Begin forwarded message:

From: Rahul Tongia <tongia () cmu edu>
Date: January 15, 2010 3:54:37 PM EST
To: dave () farber net
Cc: ip <ip () v2 listbox com>
Subject: Re: [IP] Banks Set for Record Pay - 18% over last year!!
Reply-To: tongia () cmu edu


Dave,

I wouldn't necessarily use words like "crime" - it's a manifestation of limited transparency, limited choices, and limited *employment* "liquidity" which leads to the high pay scales for the "geniuses" in finance.

YES, they have a contract with certain bonus claims. Gee, manage/ manipulate/achieve the targets for a quarter and get massive bonuses - cha-ching. What about long-term value? Sustainable growth?

The problem is, to me, very similar to medicine where we have super- super specialists in fields including cosmetic surgery (or even cardiac surgery) making 10x what a pediatrician or family medicine or even internist makes. If you claim, oh, supply and demand, you're missing the complete lack of equilibrium at stake. More than such a thing, at a SOCIETAL level, society needs more doctors of the latter ilk (not to mention nurses). But med students don't want those specializations in part cause the pay is low (and they have debt), and the "stigma" that they weren't good enough to get the super specialization residencies. Will the market increase the salaries for the needed doctors? They haven't much in the last few years.

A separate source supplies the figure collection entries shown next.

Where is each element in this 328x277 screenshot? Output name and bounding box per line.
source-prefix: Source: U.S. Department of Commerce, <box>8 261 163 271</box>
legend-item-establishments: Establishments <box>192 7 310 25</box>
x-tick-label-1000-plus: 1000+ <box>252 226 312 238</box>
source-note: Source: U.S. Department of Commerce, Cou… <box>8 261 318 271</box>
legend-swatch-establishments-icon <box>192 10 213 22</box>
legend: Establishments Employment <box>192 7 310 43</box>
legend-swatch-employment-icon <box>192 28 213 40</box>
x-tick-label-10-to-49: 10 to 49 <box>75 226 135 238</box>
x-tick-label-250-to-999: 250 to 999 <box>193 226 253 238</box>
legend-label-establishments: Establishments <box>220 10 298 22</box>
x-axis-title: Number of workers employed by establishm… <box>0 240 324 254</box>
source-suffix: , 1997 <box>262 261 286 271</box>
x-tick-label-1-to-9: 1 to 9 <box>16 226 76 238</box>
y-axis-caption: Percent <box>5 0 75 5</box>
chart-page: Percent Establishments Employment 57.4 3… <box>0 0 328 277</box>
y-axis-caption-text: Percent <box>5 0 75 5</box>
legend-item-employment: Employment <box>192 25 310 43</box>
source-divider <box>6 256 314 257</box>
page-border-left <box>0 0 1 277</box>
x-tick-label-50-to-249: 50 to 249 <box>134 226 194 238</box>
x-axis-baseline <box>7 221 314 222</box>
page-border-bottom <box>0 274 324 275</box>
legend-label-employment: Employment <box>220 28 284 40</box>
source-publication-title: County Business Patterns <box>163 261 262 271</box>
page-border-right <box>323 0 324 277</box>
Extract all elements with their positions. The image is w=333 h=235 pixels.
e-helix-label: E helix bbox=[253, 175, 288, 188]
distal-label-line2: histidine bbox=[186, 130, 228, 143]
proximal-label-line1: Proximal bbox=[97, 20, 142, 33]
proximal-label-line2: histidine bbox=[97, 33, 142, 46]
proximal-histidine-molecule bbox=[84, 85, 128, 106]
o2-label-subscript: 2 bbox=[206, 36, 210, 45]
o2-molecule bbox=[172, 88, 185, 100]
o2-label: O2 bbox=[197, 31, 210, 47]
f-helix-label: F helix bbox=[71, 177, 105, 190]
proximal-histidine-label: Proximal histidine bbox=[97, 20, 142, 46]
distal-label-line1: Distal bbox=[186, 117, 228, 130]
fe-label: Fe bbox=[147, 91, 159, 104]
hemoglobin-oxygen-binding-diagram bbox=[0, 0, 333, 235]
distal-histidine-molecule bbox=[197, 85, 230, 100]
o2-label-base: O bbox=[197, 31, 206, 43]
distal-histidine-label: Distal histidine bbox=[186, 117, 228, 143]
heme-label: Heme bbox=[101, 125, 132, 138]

The market does work for doctors in some ways - when a family member was choosing where to work after finishing residency, salaries for NYC were half those of rural America - supply and demand. But he was a specialist. Incentives weren't quite as strong for the family medicine types of fields.

SO, if society would be *better off* (net social welfare) with more general/primary care physicians, and we're not getting them, then we need to (gasp) intervene. Something as simple as interest free loans or partial debt forgiveness are some options.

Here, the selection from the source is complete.